Turkey: o/~ Istanbul, was Constantinople, now it's Istanbul, not Constantinople ... o/~

turtle: Sometimes I want to pull my head in and just wait until it's all over. But turtles also always remind me of [livejournal.com profile] alterjess, and joy from unexpected places.
karlht: Mu the giggling dragon, as drawn by Max Toth in 1992-ish (Default)
I never knew how he did it. Maybe just his manner: all the good bits of Southern gentility, without the racism or pomposity. There were always at least four girls sitting with him at lunch, loudly razzing him, vying for his attention, or just soaking up his kindness. He didn't date much that year -- his sweetheart was a year older, already at college. But oh, how they loved him. And for one sweet, blessed year, I sat with them, trying like hell not to make a fool of myself as I learned what it was to be a gentleman.
karlht: Mu the giggling dragon, as drawn by Max Toth in 1992-ish (Default)
Courtesy of [livejournal.com profile] jmhm in this post: When you see this, post an anti-war song in your journal.

Save The Country
(words and music by Laura Nyro, as performed by The 5th Dimension)

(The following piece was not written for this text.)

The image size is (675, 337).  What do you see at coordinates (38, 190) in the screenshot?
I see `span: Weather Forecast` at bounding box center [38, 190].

Come on, people! Come on, children!
Come on down to the glory river.
Gonna wash you up, and wash you down.
Gonna lay the devil down, gonna lay that devil down.
Come on, people! Come on, children!
There's a king at the glory river.
And the precious king, he loved the people to sing;
Babes in the blinkin' sun
Sang We Shall Overcome.
I got fury in my soul,
Fury's gonna take me to the glory goal.
In my mind I can't study war no more.
Save the people!
Save the children!
Save the country, save the country ...

Come on, people! Come on, children!
Come on down to the glory river.
Gonna wash you up and wash you down.
Gonna lay the devil down, gonna lay that devil down.
Come on people! Sons and mothers!
Keep the dream of the two young brothers.
Take that dream, and ride that dove.
We could build the dream with love, I know,
We could build the dream with love, I know,
We could build the dream with love, I know,
We could build the dream with love, I know,
We could build the dream with love, I know,
We could build the dream with love ...
I got fury in my soul,
Fury's gonna take me to the glory goal.
In my mind I can't study war no more.
Save the people!
Save the children!
Save the country, save the country, save the country ...
NOW!!!
karlht: Mu the giggling dragon, as drawn by Max Toth in 1992-ish (Default)
Yesterday, I sent Jon Carroll a fan letter about his column.

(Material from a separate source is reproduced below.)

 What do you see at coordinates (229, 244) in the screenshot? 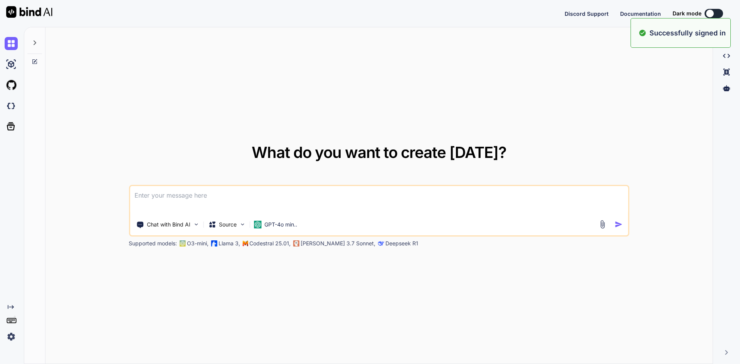
I see `p: Llama 3,` at bounding box center [229, 244].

Today, I got a very short and sweet response thanking me for my note. Very definitely not a form letter. How cool is that?

Radical thought for the day: If feminism is the radical notion that women are people, then one could make a case that humanism is the equally radical notion that all humans are people, regardless of place or time of birth, upbringing, gender, creed, colour, or any of those other pesky distinctions that we seem to like to use to divide ourselves against one another.

So, I invite you, go forth with a twinkle in your eye and a song in your heart, and watch the folks who have nothing better to do than pick our pockets and spy in our bedrooms wonder what the heck we're up to.

Subversive in its simplicity, I tell you. Because really, rolling over for them hasn't done us a lick of good.
karlht: Mu the giggling dragon, as drawn by Max Toth in 1992-ish (Default)
Jon Carroll knocks one out of the park today:


The reality is the mirror image of the stereotype. The real keepers of the American flame, the real practitioners of daily love and a life of the spirit, are gay and lesbian parents. They are, gosh darn it, what made this country great. Someone get a damn fife and drum.

The people who hate America are the members of American Family Association and its ideological fellow travelers. They're the ones who do not believe that all people are created equal and are endowed by their creator with certain inalienable rights, and that among these rights are life, liberty and pursuit of happiness. They're the ones who believe that this country was founded on hate and fear; they're the ones who want the hate and fear to continue.


As the saying has it, read the whole thing.